Over at The Intersection, Chris Mooney and Sheril Kirshenbaum have been writing up a storm of pieces to publicize their book, Unscientific America. The latest is a piece in Huffington Post by Mooney that, as did the book, laments the loss of interest and activity in science since the beefing-up of American research in response to the Russian launch of Sputnik in 1957. The HuffPo piece says this (my emphasis):
Launched by President Kennedy, the Apollo program was just the most prominent example of America’s dramatic investment of science in the wake of the 1957 Soviet launch of Sputnik. The first Earth-orbiting satellite, beeping at us from above, inspired stark competitive fears in the nation: Were we falling behind in technology? Would the Soviets fire on us from the skies, and if they tried, could we stop them?
In response, the U.S. Congress jacked up the budget of the recently formed National Science Foundation to $134 million, an increase of nearly $100 million in just one year. And that was just the beginning — NSF’s budget continued to explode in subsequent years, so that by 1962-1963 it had reached $12.2 billion. Meanwhile, Congress created NASA and passed the National Defense Education Act, providing generous funding to encourage American students to pursue careers in science and engineering.
When I read this, I thought, “Whoa! That’s a huge increase.” From about 34 million to 12.2 billion is, in fact, nearly a 350-fold increase in half a decade. That didn’t look right, especially when you know that the NSF budget for 2009 is about 6 billion dollars. Was it really twice as large 36 years ago?
Turns out it wasn’t. A brief trawl of the NSF home page yielded this graph:

It looks as though the NSF budget in 1962-1963 was between 300 and 400 million dollars: only about 2-3% of the figure Mooney cites.
Well, of course the dollar has decreased in real terms over the years, so I looked up the NSF yearly budget in constant 2003 dollars (the only figures I could find). It looks like this:
After some stagnation in the late ’60s and ’70s, then, the NSF budget appears to have grown in real terms up to the latest figures from 2003. The amount of real money given to the NSF is way, way larger now (well, at least up to 2003) than it was in 1957. There’s no indication that we’re funding science at a lower level now than we were after Sputnik.
Where did Mooney get that 12.2-billion-dollar figure? I think it comes from the total amount of money spent on R&D by the federal government, which as 10.3 billion dollars in 1962 and 12.5 billion dollars in 1963. But that is not the same thing as the NSF budget. In 1963, for example, 7.8 billion of that 12.5 billion dollars went to national defense, and a further 2.8 billion to space research and technology. Only 626 million went to “health,” and 246 million to “general science.” Comparing an NSF budget in 1958 to the total R&D budget in 1962-1963 is comparing apples and oranges.
This was almost certainly an honest mistake by Mooney. All of us screw up: the first printing of my book, for example, contained a couple of erroneous figures. But this mistake bears correcting in HuffPo, for, in light of the data above, there doesn’t seem to be a real slowdown in NSF funding compared to 1957, and no indication that there was a post-Sputnik “golden age of science” that has now vanished. In other words, I don’t see much evidence for this assertion by Mooney:
In sum, the policies and cultural changes unleashed in the wake of Sputnik shaped the course of American science for decades — and made us world leaders. But then, something went very wrong. Science budgets stopped rising and began to fall. Educational investment also declined. Science became ensnared with politics, first the foe of the religious right, then something to be spiked at will by the Bush administration.
More broadly, our culture changed vastly since the mid-twentieth century. Science became much less cool, scientists ceased to be role models, and kids aren’t rushing home anymore to fire rockets from their backyards.
Well, maybe science isn’t cool any longer (I don’t see that anyway, since model rockets have given way to dinosaurs), but it doesn’t seem to be reflected by a decline in federal budgets, in either constant or real dollars. (The NIH budget shows a substantial growth over time as well: the National Institute of General Medical Science, for example, which funds me, got 160 million dollars in 1968 and 1.95 billion dollars in 2008, roughly a twofold increase in real dollars using the consumer price index).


*Brief:*
Output each entry below as it stands, leaving out every picture.

*Supplied information:*
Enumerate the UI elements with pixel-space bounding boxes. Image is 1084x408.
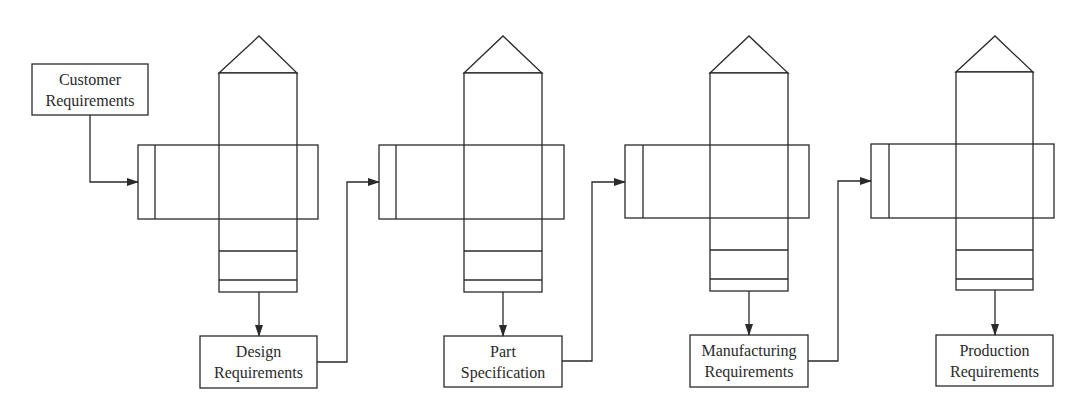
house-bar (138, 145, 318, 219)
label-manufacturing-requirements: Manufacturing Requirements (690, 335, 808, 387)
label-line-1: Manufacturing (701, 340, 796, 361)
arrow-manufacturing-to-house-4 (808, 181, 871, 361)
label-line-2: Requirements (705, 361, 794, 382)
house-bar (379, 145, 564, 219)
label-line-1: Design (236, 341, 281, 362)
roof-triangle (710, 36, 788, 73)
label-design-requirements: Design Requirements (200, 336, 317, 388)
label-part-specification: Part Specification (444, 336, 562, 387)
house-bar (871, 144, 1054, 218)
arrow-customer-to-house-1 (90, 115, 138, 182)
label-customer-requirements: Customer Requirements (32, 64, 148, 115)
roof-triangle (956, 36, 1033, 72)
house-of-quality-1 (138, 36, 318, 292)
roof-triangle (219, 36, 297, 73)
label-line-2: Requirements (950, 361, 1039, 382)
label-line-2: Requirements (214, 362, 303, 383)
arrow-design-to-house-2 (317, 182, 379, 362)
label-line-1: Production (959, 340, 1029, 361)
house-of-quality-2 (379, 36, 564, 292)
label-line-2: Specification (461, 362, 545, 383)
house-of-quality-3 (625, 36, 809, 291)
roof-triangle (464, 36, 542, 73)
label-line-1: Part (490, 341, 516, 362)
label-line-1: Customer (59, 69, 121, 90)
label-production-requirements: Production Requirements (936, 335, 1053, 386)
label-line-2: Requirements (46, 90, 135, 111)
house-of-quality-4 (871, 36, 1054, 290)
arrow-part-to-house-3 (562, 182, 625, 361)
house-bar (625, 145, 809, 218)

*Answer space:*
Enumerate the UI elements with pixel-space bounding boxes. Image is 1084x408.
house-bar (138, 145, 318, 219)
label-manufacturing-requirements: Manufacturing Requirements (690, 335, 808, 387)
label-line-1: Manufacturing (701, 340, 796, 361)
arrow-manufacturing-to-house-4 (808, 181, 871, 361)
label-line-2: Requirements (705, 361, 794, 382)
house-bar (379, 145, 564, 219)
label-line-1: Design (236, 341, 281, 362)
roof-triangle (710, 36, 788, 73)
label-design-requirements: Design Requirements (200, 336, 317, 388)
label-part-specification: Part Specification (444, 336, 562, 387)
house-bar (871, 144, 1054, 218)
arrow-customer-to-house-1 (90, 115, 138, 182)
label-customer-requirements: Customer Requirements (32, 64, 148, 115)
roof-triangle (956, 36, 1033, 72)
house-of-quality-1 (138, 36, 318, 292)
roof-triangle (219, 36, 297, 73)
label-line-2: Requirements (950, 361, 1039, 382)
label-line-2: Requirements (214, 362, 303, 383)
arrow-design-to-house-2 (317, 182, 379, 362)
label-line-1: Production (959, 340, 1029, 361)
house-of-quality-2 (379, 36, 564, 292)
label-line-2: Specification (461, 362, 545, 383)
house-of-quality-3 (625, 36, 809, 291)
roof-triangle (464, 36, 542, 73)
label-line-1: Part (490, 341, 516, 362)
label-line-1: Customer (59, 69, 121, 90)
label-production-requirements: Production Requirements (936, 335, 1053, 386)
label-line-2: Requirements (46, 90, 135, 111)
house-of-quality-4 (871, 36, 1054, 290)
arrow-part-to-house-3 (562, 182, 625, 361)
house-bar (625, 145, 809, 218)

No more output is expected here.